From the book Anti/Idealism

  • Gert Hofmann

Abstract

In 1796, having just returned to Nürtingen from a yearlong sojourn in Jena under the auspices of his intellectual benefactor Schiller, Hölderlin reveals in a letter to his friend Immanuel Niethammer his plan of writing “Neue Briefe über die ästhetische Erziehung” (“New Letters on the Aesthetic Education”). The title is an overtly impudent affront to Schiller, whose “Briefe über die ästhetische Erziehung des Menschen” (“Letters on the Aesthetic Education of Man”) dominate at the time the discourse on aesthetics and philosophical anthropology (published in Schiller’s own journal Horen in 1795).
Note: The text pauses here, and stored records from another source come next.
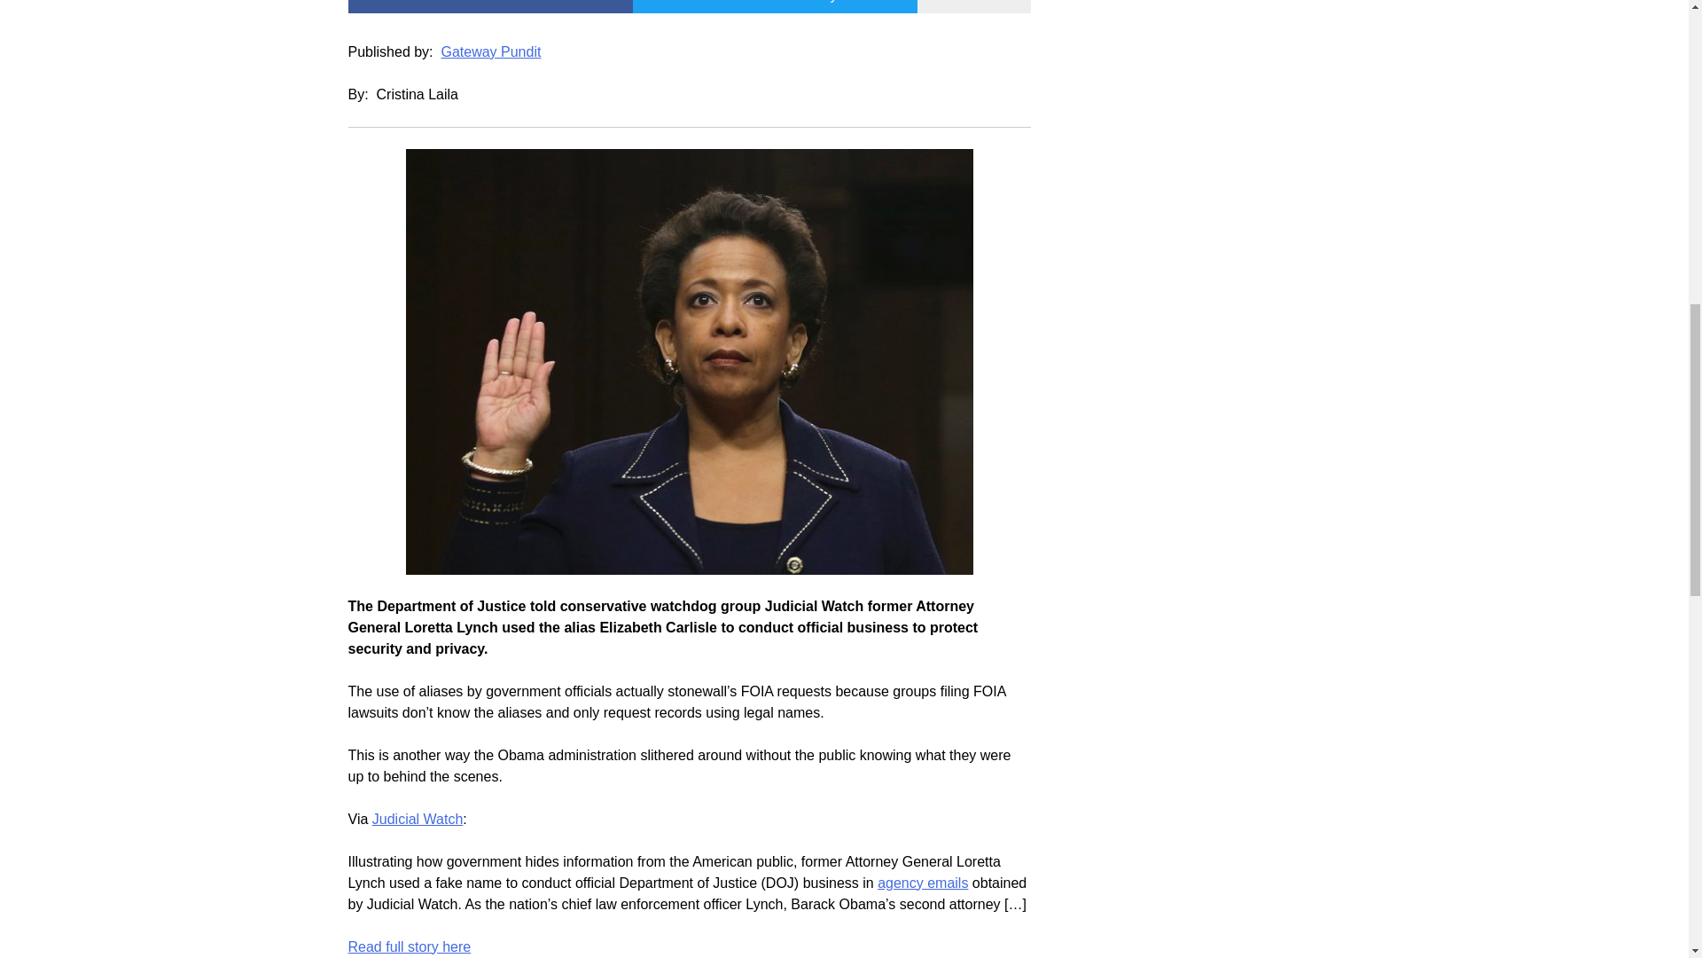  Describe the element at coordinates (923, 883) in the screenshot. I see `agency emails` at that location.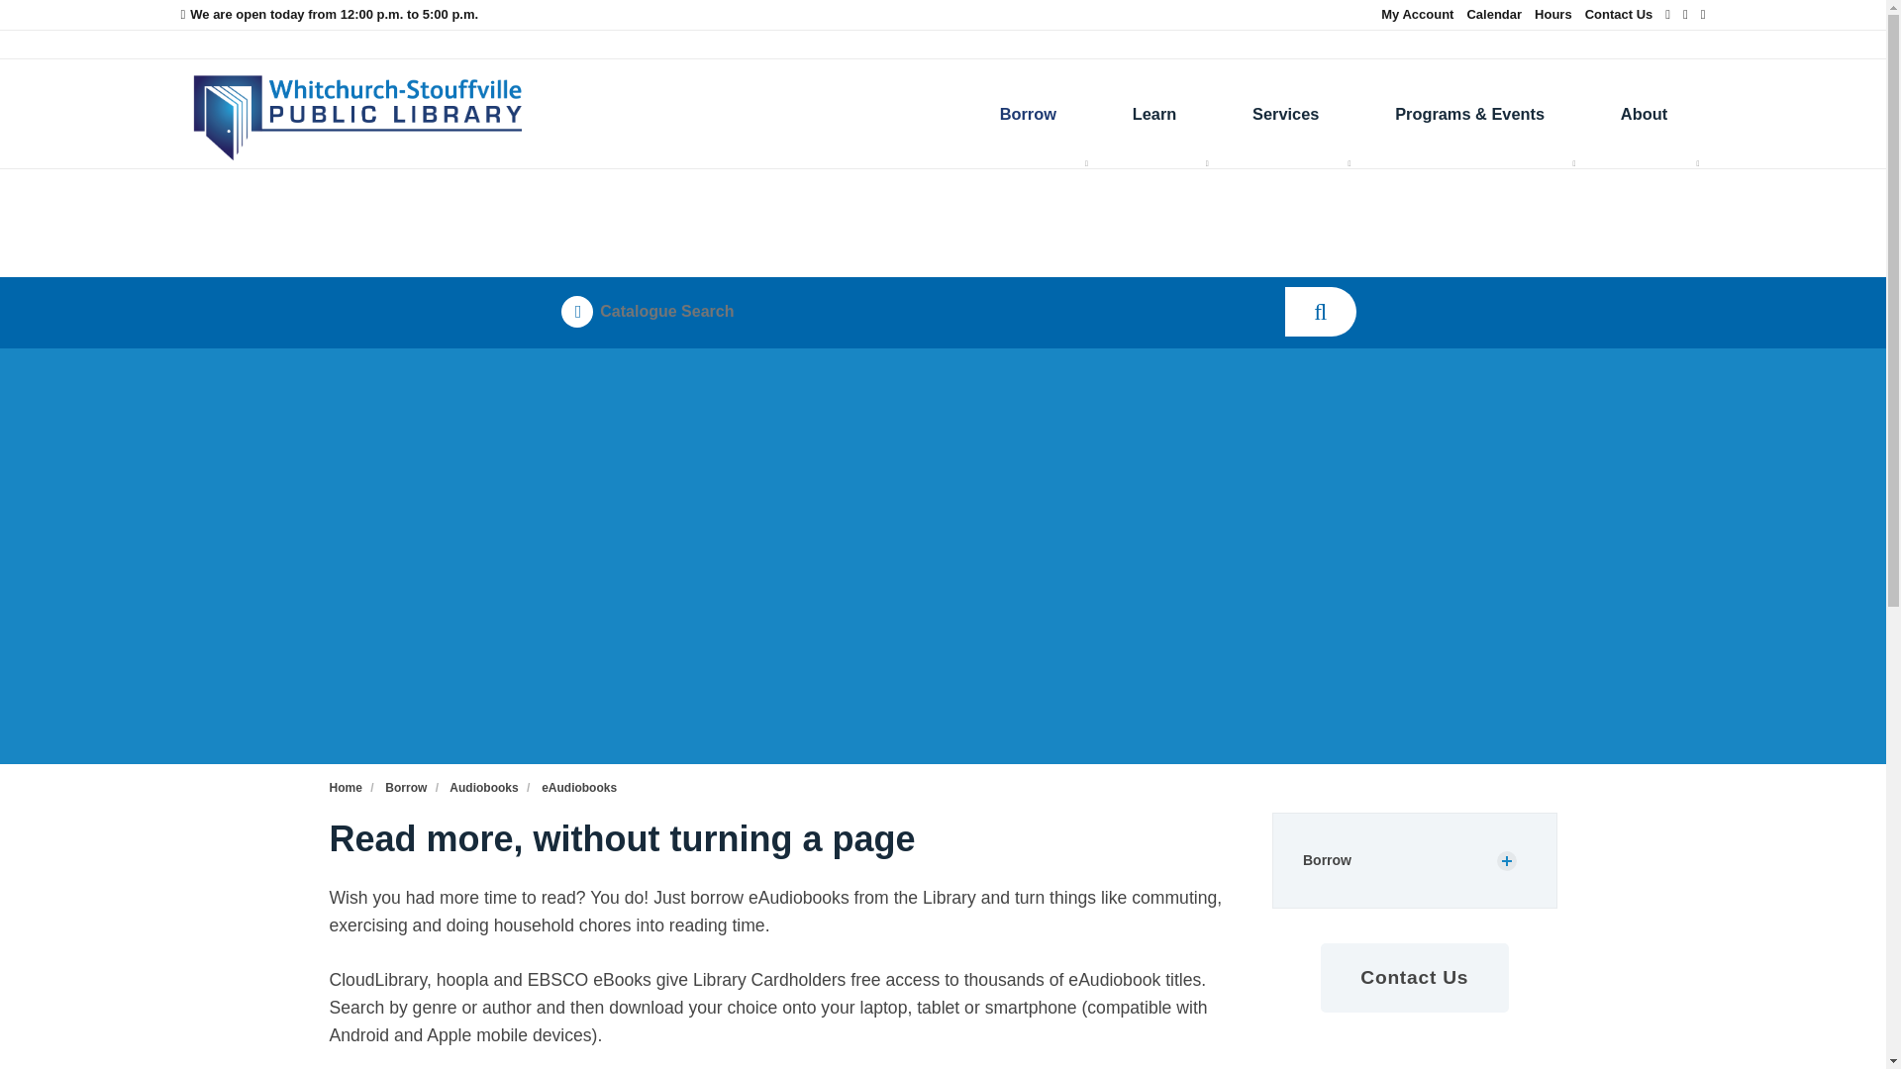 The image size is (1901, 1069). Describe the element at coordinates (1553, 15) in the screenshot. I see `Hours` at that location.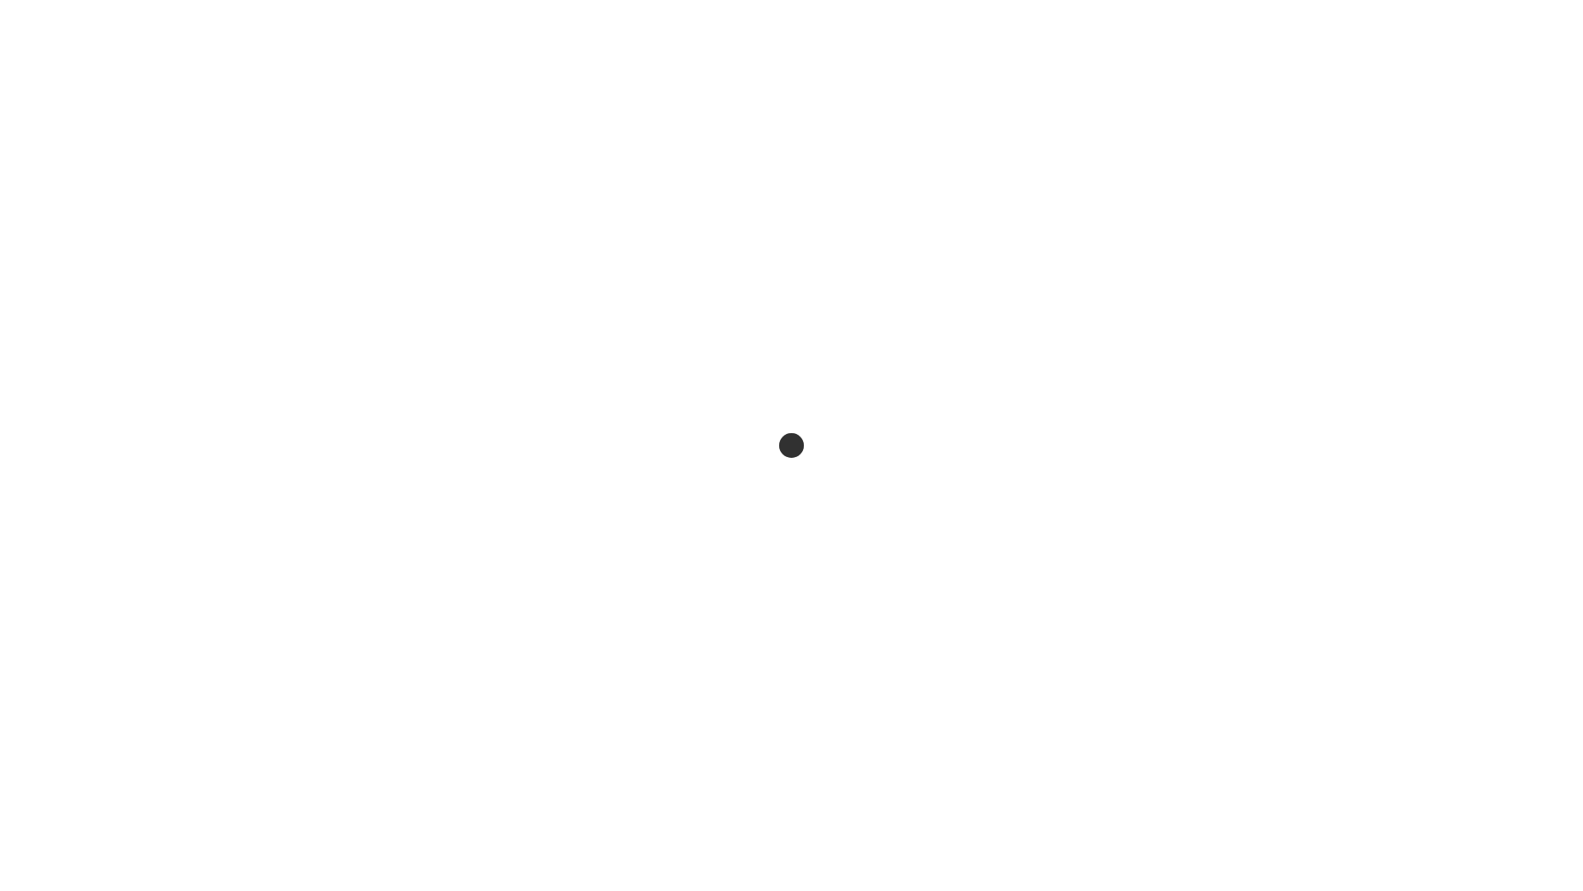 This screenshot has width=1583, height=891. What do you see at coordinates (1072, 75) in the screenshot?
I see `For Creatives` at bounding box center [1072, 75].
Staging his argument in radical opposition to Schiller, he emphasises that he wants to “make disappear” the antagonism between “our Self and the world” in a theoretical approach, i. e. as an immediate “intellectual intuition, without practical reason having to come to our aid.” Criticising Schiller’s Spieltheorie, Hölderlin aims to develop human “aesthetic sense” as an intellectual capacity in its own right, and as a genuine way to undercut the Kantian aporia between intelligible freedom and empirical necessity, without degrading the aesthetic sense of art and poetry to a playground of propaedeutic exercise for the advancement of practical reason. Even though Hölderlin never realised this project of “Neue Briefe,” in some of his latest writings before his final mental breakdown, he seems to have undertaken a radical attempt to formulate some of the principles of a post-idealist poetic which propagates a sovereign aesthetic sense of Zärtlichkeit (tenderness) and suggests an intellectual experience (rather than intuition) of the ultimately groundless shape of human life in an aesthetic of “tenderness” which appears to be subject to the corporeal conditions of human existence before being manifested in the transcendental realm of human consciousness.